Friday, 23 November 2012

Newcastle arts cuts: the north east cannot afford to lose out again - The Guardian (blog)

This week, the talk of tough times got very real here in the north east, as Newcastle City Council announced the prospect of devastating cuts.

This impossible position for local authorities isn't new news; back in June the Local Government Association (LGA) produced a funding outlook report for councils, modelling the unprecedented impact of government spending cuts, and the Guardian's data team have also mapped the likely impact across local authorities in England. With depressing familiarity, they fall heaviest in northern cities and London boroughs.

As part of measures to save £90m over three years, Newcastle City Council has set a budget consultation that proposes 100% cuts to the arts, 50% cuts to museums and a cut to libraries that would close all but two public libraries in the city.

There's something profound about 100%. Everything, the whole, the sum total. It's the symbolism of that number which stops us in our tracks.

But there are other numbers at play; for arts organisations in the city, the council funding represents between 4% and 14% of turnover – the arts here have never relied on a single source of funding. As the other cultural funder in the city, Arts Council England (ACE) is working closely the council to develop a way to make those numbers add up to something that results in maintaining a strong cultural infrastructure.

There's a line in the sand – we cannot be the only cultural funder in Newcastle, but we've always worked in partnership here, and that's not going to change. We're on the case – this is our development and advocacy role writ large and real. There's an energy emerging in Newcastle, as it will all over the country: the fight for culture is very much on.

But in a way the numbers aren't the point. The vibrancy and viability of a city is inextricably linked to its culture. The Cultural Olympiad in the city was a triumph of excellence and engagement, and a huge in your face reminder of the value of the last decade of arts funding.

Playwright Lee Hall cut his teeth on theatre in Newcastle and it remains a rich source material in all its social and political complexity. His shows Billy Elliot and The Pitmen Painters are passionate versions of the value of culture and education – as at home on Broadway as on Broad Chare. And his recent open letter to the Newcastle council is as fine a piece of writing as you'll see on the subject.

Hall is right that the death of heavy industry hit the north east hard, and he's right the city found a new pride through culture. It's also through culture that the most moving elegies to what we have lost are manifested.

In 2011, thanks to the Tyneside Cinema and mixed funding sources including ACE and the Port of Tyne, The Unthanks and Richard Fenwick collaborated on a stunning film and music event, Songs from the Shipyards, which traced the history of shipbuilding. It has just finished a nationwide tour in advance of an album release, and has been seen by thousands online at the Space. Scroll down to Only Remembered, the last film and a haunting hymn to the death of the shipbuilding industry.

That industry is history on Tyneside; the film returns to a memory of what we once did. The industry of culture is now part of what Newcastle and the north east stands for. Tough choices are still choices; we can't only be remembered for what we have done, twice.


> _WHAT YOU WILL DO_: Return all the lines below in which the string "axis" appears.

====

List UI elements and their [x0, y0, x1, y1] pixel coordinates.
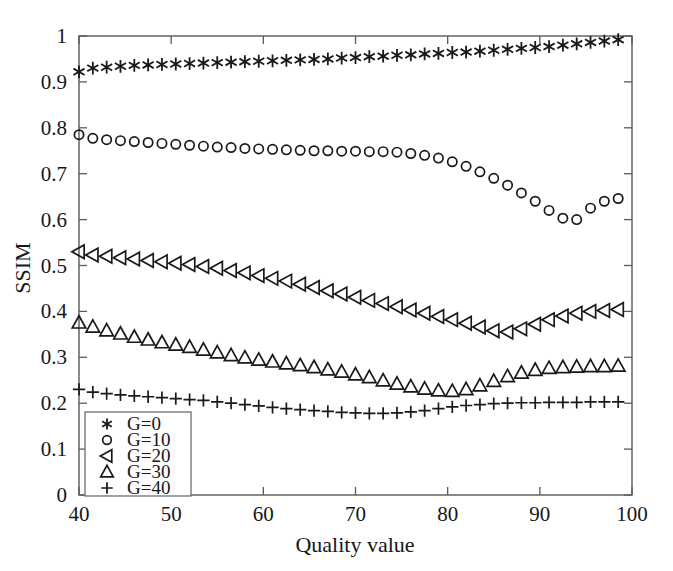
data-point-marker [597, 304, 609, 318]
data-series-layer [72, 33, 625, 419]
x-axis-title: Quality value [295, 532, 414, 557]
data-point-marker [488, 44, 499, 57]
y-tick-label: 0.6 [41, 208, 67, 232]
data-point-marker [114, 389, 126, 401]
data-point-marker [101, 61, 112, 74]
data-point-marker [461, 46, 472, 59]
data-point-marker [404, 303, 416, 317]
data-point-marker [459, 382, 473, 394]
data-point-marker [101, 387, 113, 399]
data-point-marker [198, 57, 209, 70]
data-point-marker [404, 380, 418, 392]
data-point-marker [155, 255, 167, 269]
data-point-marker [141, 254, 153, 268]
data-point-marker [348, 290, 360, 304]
x-tick-label: 70 [345, 502, 366, 526]
data-point-marker [365, 147, 374, 156]
data-point-marker [598, 359, 612, 371]
data-point-marker [268, 145, 277, 154]
data-point-marker [517, 188, 526, 197]
data-point-marker [487, 374, 501, 386]
x-tick-label: 90 [529, 502, 550, 526]
data-point-marker [143, 138, 152, 147]
data-point-marker [350, 51, 361, 64]
data-point-marker [488, 398, 500, 410]
data-point-marker [376, 297, 388, 311]
data-point-marker [378, 50, 389, 63]
data-point-marker [600, 197, 609, 206]
y-tick-label: 0.9 [41, 70, 67, 94]
data-point-marker [613, 33, 624, 46]
data-point-marker [542, 313, 554, 327]
y-tick-label: 0.2 [41, 391, 67, 415]
data-point-marker [211, 396, 223, 408]
data-point-marker [182, 258, 194, 272]
data-point-marker [557, 396, 569, 408]
data-point-marker [377, 407, 389, 419]
data-point-marker [267, 54, 278, 67]
data-point-marker [279, 274, 291, 288]
data-point-marker [335, 287, 347, 301]
data-point-marker [225, 397, 237, 409]
data-point-marker [141, 333, 155, 345]
data-point-marker [433, 47, 444, 60]
data-point-marker [240, 144, 249, 153]
data-point-marker [474, 45, 485, 58]
y-tick-label: 0.8 [41, 116, 67, 140]
data-point-marker [337, 147, 346, 156]
data-point-marker [379, 147, 388, 156]
data-point-marker [321, 284, 333, 298]
data-point-marker [474, 398, 486, 410]
data-point-marker [86, 248, 98, 262]
data-point-marker [556, 309, 568, 323]
data-point-marker [309, 146, 318, 155]
data-point-marker [128, 330, 142, 342]
data-point-marker [418, 306, 430, 320]
data-point-marker [390, 377, 404, 389]
data-point-marker [336, 52, 347, 65]
data-point-marker [254, 144, 263, 153]
data-point-marker [322, 405, 334, 417]
data-point-marker [308, 404, 320, 416]
y-tick-label: 0.3 [41, 345, 67, 369]
data-point-marker [501, 369, 515, 381]
data-point-marker [127, 252, 139, 266]
data-point-marker [307, 281, 319, 295]
data-point-marker [473, 320, 485, 334]
y-tick-label: 0 [57, 483, 68, 507]
data-point-marker [446, 401, 458, 413]
data-point-marker [349, 368, 363, 380]
legend-label-g-40: G=40 [127, 477, 170, 498]
data-point-marker [130, 137, 139, 146]
data-point-marker [544, 40, 555, 53]
data-point-marker [253, 400, 265, 412]
data-point-marker [169, 256, 181, 270]
data-point-marker [171, 140, 180, 149]
data-point-marker [114, 327, 128, 339]
data-point-marker [571, 37, 582, 50]
data-point-marker [362, 294, 374, 308]
data-point-marker [500, 325, 512, 339]
data-point-marker [570, 306, 582, 320]
data-point-marker [418, 404, 430, 416]
data-point-marker [530, 41, 541, 54]
data-point-marker [516, 42, 527, 55]
data-point-marker [281, 54, 292, 67]
data-point-marker [196, 260, 208, 274]
data-point-marker [212, 56, 223, 69]
data-point-marker [531, 197, 540, 206]
data-point-marker [321, 363, 335, 375]
y-tick-label: 0.5 [41, 254, 67, 278]
data-point-marker [420, 151, 429, 160]
data-point-marker [335, 365, 349, 377]
data-point-marker [586, 203, 595, 212]
data-point-marker [391, 407, 403, 419]
data-point-marker [570, 360, 584, 372]
data-point-marker [598, 396, 610, 408]
data-point-marker [405, 406, 417, 418]
data-point-marker [572, 215, 581, 224]
data-point-marker [282, 145, 291, 154]
data-point-marker [253, 55, 264, 68]
data-point-marker [86, 320, 100, 332]
data-point-marker [611, 359, 625, 371]
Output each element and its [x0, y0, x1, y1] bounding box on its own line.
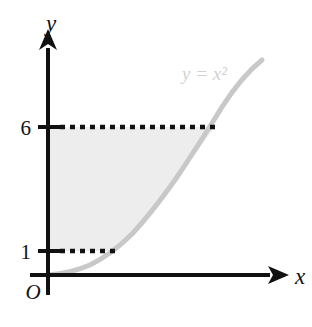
curve-equation-label: y = x²: [180, 63, 227, 84]
x-axis-label: x: [294, 264, 306, 289]
parabola-plot: 6 1 O y x y = x²: [0, 0, 312, 327]
y-tick-label-1: 1: [21, 240, 32, 264]
y-tick-label-6: 6: [21, 116, 32, 140]
y-axis-label: y: [44, 11, 57, 36]
figure-container: 6 1 O y x y = x²: [0, 0, 312, 327]
origin-label: O: [25, 280, 40, 304]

====

> _ANSWER TO THIS EXERCISE_:
x-axis-title: Quality value [295, 532, 414, 557]
x-axis-label: x: [294, 264, 306, 289]
y-axis-label: y: [44, 11, 57, 36]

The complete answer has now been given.